The sequential inflation declined by 0.17 per cent. The inflation rate has remained above the Reserve Bank of India’s (RBI) tolerance band of 2-6 per cent for the second straight month.
The high inflation level can be attributed to rising food prices, which account for nearly 40 per cent of the Consumer Price Index (CPI) basket. Food inflation came in at 5.95 per cent in February.
Inflation rate for vegetables contracted marginally by 11.6 per cent against a contraction of 11.7 per cent in the previous month. Meanwhile, inflation rate for fuel and light declined to 9.90 per cent from 10.84 per cent in the month of January.
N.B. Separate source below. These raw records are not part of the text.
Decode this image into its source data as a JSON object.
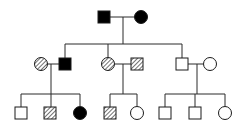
{
  "diagram": {
    "type": "pedigree",
    "colors": {
      "line": "#2a2a2a",
      "affected": "#000000",
      "background": "#ffffff"
    },
    "legend_states": [
      "unaffected",
      "carrier-hatched",
      "affected"
    ],
    "generations": [
      {
        "id": "I",
        "individuals": [
          {
            "id": "I-1",
            "sex": "male",
            "status": "affected",
            "cx": 104,
            "cy": 17
          },
          {
            "id": "I-2",
            "sex": "female",
            "status": "affected",
            "cx": 141,
            "cy": 17
          }
        ]
      },
      {
        "id": "II",
        "individuals": [
          {
            "id": "II-1",
            "sex": "female",
            "status": "carrier",
            "cx": 41,
            "cy": 64
          },
          {
            "id": "II-2",
            "sex": "male",
            "status": "affected",
            "cx": 65,
            "cy": 64
          },
          {
            "id": "II-3",
            "sex": "female",
            "status": "carrier",
            "cx": 108,
            "cy": 64
          },
          {
            "id": "II-4",
            "sex": "male",
            "status": "carrier",
            "cx": 137,
            "cy": 64
          },
          {
            "id": "II-5",
            "sex": "male",
            "status": "unaffected",
            "cx": 182,
            "cy": 64
          },
          {
            "id": "II-6",
            "sex": "female",
            "status": "unaffected",
            "cx": 210,
            "cy": 64
          }
        ]
      },
      {
        "id": "III",
        "individuals": [
          {
            "id": "III-1",
            "sex": "male",
            "status": "unaffected",
            "cx": 21,
            "cy": 113
          },
          {
            "id": "III-2",
            "sex": "male",
            "status": "carrier",
            "cx": 50,
            "cy": 113
          },
          {
            "id": "III-3",
            "sex": "female",
            "status": "affected",
            "cx": 80,
            "cy": 113
          },
          {
            "id": "III-4",
            "sex": "male",
            "status": "carrier",
            "cx": 110,
            "cy": 113
          },
          {
            "id": "III-5",
            "sex": "female",
            "status": "unaffected",
            "cx": 137,
            "cy": 113
          },
          {
            "id": "III-6",
            "sex": "male",
            "status": "unaffected",
            "cx": 165,
            "cy": 113
          },
          {
            "id": "III-7",
            "sex": "male",
            "status": "unaffected",
            "cx": 195,
            "cy": 113
          },
          {
            "id": "III-8",
            "sex": "female",
            "status": "unaffected",
            "cx": 225,
            "cy": 113
          }
        ]
      }
    ]
  }
}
“February CPI inflation at 6.44 per cent while elevated is broadly in line with expectations. Cereals and milk inflation continues to be high while fruits inflation spiked up too in February. Core inflation at 6.1 per cent remains elevated and sticky with relatively high inflation across clothing and footwear, health, personal care and effects, and household goods/services. The RBI will remain hawkish in the April policy as inflation prints have spiked back over 6 per cent in January-February along with core inflation remaining sticky above 6 per cent. We continue to expect a 25 bps repo rate hike in the April policy,” said Suvodeep Rakshit, Senior Economist, Kotak Institutional Equities.
Higher inflation has been a concern for central banks across the world, including India, as the uncertain nature of the Russia-Ukraine war compounded supply-side disruptions in the post-pandemic world that was barely going through a nascent recovery from economic shocks.
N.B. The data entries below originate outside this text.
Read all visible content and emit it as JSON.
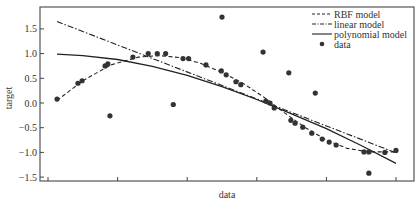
{
  "chart_data": {
    "type": "scatter",
    "title": "",
    "xlabel": "data",
    "ylabel": "target",
    "xlim": [
      -0.12,
      5.25
    ],
    "ylim": [
      -1.6,
      1.95
    ],
    "xticks": [
      0,
      1,
      2,
      3,
      4,
      5
    ],
    "xtick_labels": [
      "",
      "",
      "",
      "",
      "",
      ""
    ],
    "yticks": [
      1.5,
      1.0,
      0.5,
      0.0,
      -0.5,
      -1.0,
      -1.5
    ],
    "ytick_labels": [
      "1.5",
      "1.0",
      "0.5",
      "0.0",
      "−0.5",
      "−1.0",
      "−1.5"
    ],
    "grid": false,
    "legend_position": "upper right",
    "legend": [
      "RBF model",
      "linear model",
      "polynomial model",
      "data"
    ],
    "series": [
      {
        "name": "RBF model",
        "kind": "line",
        "style": "dashed",
        "x": [
          0.13,
          0.5,
          0.9,
          1.3,
          1.6,
          1.9,
          2.2,
          2.5,
          2.8,
          3.1,
          3.4,
          3.7,
          4.0,
          4.3,
          4.6,
          5.0
        ],
        "y": [
          0.05,
          0.45,
          0.77,
          0.93,
          0.96,
          0.92,
          0.8,
          0.62,
          0.4,
          0.12,
          -0.2,
          -0.5,
          -0.75,
          -0.92,
          -0.99,
          -0.99
        ]
      },
      {
        "name": "linear model",
        "kind": "line",
        "style": "dashdot",
        "x": [
          0.13,
          5.0
        ],
        "y": [
          1.65,
          -1.01
        ]
      },
      {
        "name": "polynomial model",
        "kind": "line",
        "style": "solid",
        "x": [
          0.13,
          0.5,
          1.0,
          1.5,
          2.0,
          2.5,
          3.0,
          3.5,
          4.0,
          4.5,
          5.0
        ],
        "y": [
          0.99,
          0.96,
          0.88,
          0.74,
          0.56,
          0.33,
          0.07,
          -0.22,
          -0.52,
          -0.86,
          -1.22
        ]
      },
      {
        "name": "data",
        "kind": "scatter",
        "x": [
          0.13,
          0.43,
          0.49,
          0.82,
          0.86,
          0.89,
          1.22,
          1.44,
          1.57,
          1.69,
          1.8,
          1.94,
          2.02,
          2.27,
          2.49,
          2.5,
          2.56,
          2.7,
          2.77,
          3.09,
          3.13,
          3.19,
          3.25,
          3.46,
          3.49,
          3.55,
          3.66,
          3.79,
          3.84,
          3.94,
          4.04,
          4.14,
          4.54,
          4.61,
          4.61,
          4.84,
          5.0
        ],
        "y": [
          0.08,
          0.4,
          0.45,
          0.75,
          0.79,
          -0.26,
          0.93,
          1.0,
          1.0,
          1.0,
          -0.03,
          0.9,
          0.9,
          0.77,
          0.65,
          1.74,
          0.57,
          0.43,
          0.37,
          1.03,
          0.04,
          0.0,
          -0.1,
          0.61,
          -0.35,
          -0.41,
          -0.49,
          -0.61,
          0.2,
          -0.73,
          -0.79,
          -0.85,
          -0.99,
          -0.99,
          -1.42,
          -1.0,
          -0.96
        ]
      }
    ]
  },
  "colors": {
    "axis": "#444444",
    "lines": "#222222",
    "points": "#333333",
    "text": "#333333"
  }
}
The RBI is expected to keep inflation within a band of 2-6 per cent. It has been raising lending rates to control inflation. Earlier, in February, the RBI had delivered a quarter-percentage-point hike in the policy repo rate.The RBI had cut India’s inflation forecast for this fiscal year as the worst of price pressures were seen to be behind, but Governor Shaktikanta Das had flagged stickiness of the core inflation to be a matter of concern during its Monetary Policy Committee meeting on February 8.
The rising inflation levels are signaling a rate hike by the central bank. Another rate hike by the RBI may result in borrowing costs reaching a seven-year high, stated a Bloomberg report.
In an online session on ‘Growth resilience and sticky inflation’, DBS Group Research Executive Director & Senior Economist Radhika Rao said the RBI may hike interest rates by 25 basis points in April and maintain a hawkish bias as retail inflation is still high.
The RBI had forecast retail inflation for FY23 at 6.5 per cent and for Q4 at 5.7 per cent. Retail inflation for FY24 has been forecast at 5.3 per cent with Q1 at 5 per cent, Q2 at 5.4 per cent, Q3 at 5.4 per cent and Q4 at 5.6 per cent
Since May last year, the RBI has increased the short-term lending rate by 225 basis points to contain inflation.